Thursday, April 7, 2011

Riding high(er) in Winnebago, Prosser Now Leads in Wisconsin

This may take a while folks, so sit back and enjoy the spectacle of it all as we all as we seek to figure out what it all means.

Updated election returns from Winnebago County late yesterday now gives a 44-vote lead in the race for Wisconsin state supreme court to incumbent Justice David Prosser, the conservative candidate who was a shoe-in for re-election until Gov. Scott Walker picked a fight with state employees, their families, friends and supporters.

Now Prosser and other Republicans have become surrogates for Walker in the eyes on an angry electorate. GOP state senators had been the primary targets for recall elections, but the race for state supreme court, which may eventually have to rule on the legality of how collective bargaining was stripped from workers, made for an early test proxy vote.

Conservatives surely understood the significance of the race, greatly outspending the backers of Prosser's liberal challenger, assistant attorney general JoAnne Kloppenburg. "One liberal group seeking to elect challenger JoAnne Kloppenburg spent an estimated $1,365,340. Four conservative groups seeking to re-elect Justice Prosser spent a combined $2,216,120," The Brennan Center for Justice at New York University reported this week.

The drama surrounding the race shifted today amid reports that "updated election returns posted on a Wisconsin county's website would flip the winner of the Wisconsin state supreme court race," the Associated Press reported.

"The Associated Press verified unofficial Winnebago County election returns on Wednesday morning, but the county updated its numbers at 2:27 that afternoon to show incumbent Justice David Prosser with 710 more votes and assistant attorney general JoAnne Kloppenburg with 466 more," the AP explained.

"The county is now canvassing results to make them official as is every one of the state's 72 counties.

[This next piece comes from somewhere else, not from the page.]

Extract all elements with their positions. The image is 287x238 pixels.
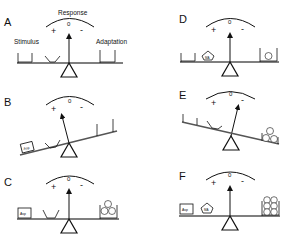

But if the numbers hold up, Prosser would be ahead of Kloppenburg by 40 votes. Almost 1.5 million votes were cast in the race that is almost certain to be decided in a recount that could take weeks," AP said.

As the vote swings back and forth, each side naturally chirps that the other side is cheating without substantial proof at this point. Have no doubt that rainmakers on both sides will surely spend money to try to find examples of voter fraud, but for now the count continues.

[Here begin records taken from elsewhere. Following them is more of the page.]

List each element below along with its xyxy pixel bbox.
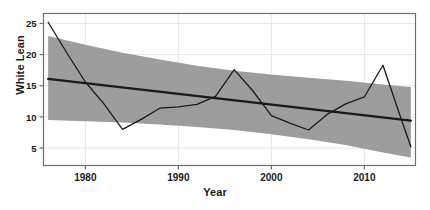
x-tick-label: 2010 <box>353 172 376 183</box>
plot-area: 5101520251980199020002010 <box>0 0 430 210</box>
x-tick-label: 1990 <box>167 172 190 183</box>
x-axis-title: Year <box>0 186 430 198</box>
y-axis-title: White Lean <box>14 0 28 145</box>
white-lean-chart: 5101520251980199020002010 White Lean Yea… <box>0 0 430 210</box>
x-tick-label: 2000 <box>260 172 283 183</box>
y-tick-label: 5 <box>31 143 37 154</box>
x-tick-label: 1980 <box>74 172 97 183</box>
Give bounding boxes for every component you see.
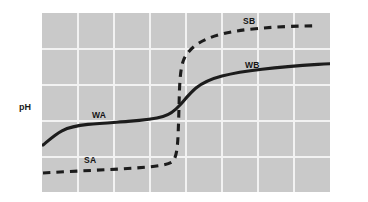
- curve-label-wa: WA: [92, 111, 106, 120]
- curve-label-sb: SB: [243, 17, 255, 26]
- y-axis-label: pH: [19, 103, 31, 112]
- plot-canvas: [0, 0, 368, 202]
- titration-curve-figure: pH WA SA SB WB: [0, 0, 368, 202]
- curve-label-sa: SA: [84, 156, 96, 165]
- curve-label-wb: WB: [245, 61, 260, 70]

John McCormack on The Blog at the conservative Weekly Standard points to the back and forth swings in the vote count in Minnesota's Senate race between Norm Coleman and Al Franken as a model.

"The point is that before liberals allege voter fraud this time, they should check the plausibility of the numbers by comparing the results now to the results in those precincts from previous elections. And that goes for conservatives too, should the lead swing back to Kloppenburg during the canvas," McCormack writes.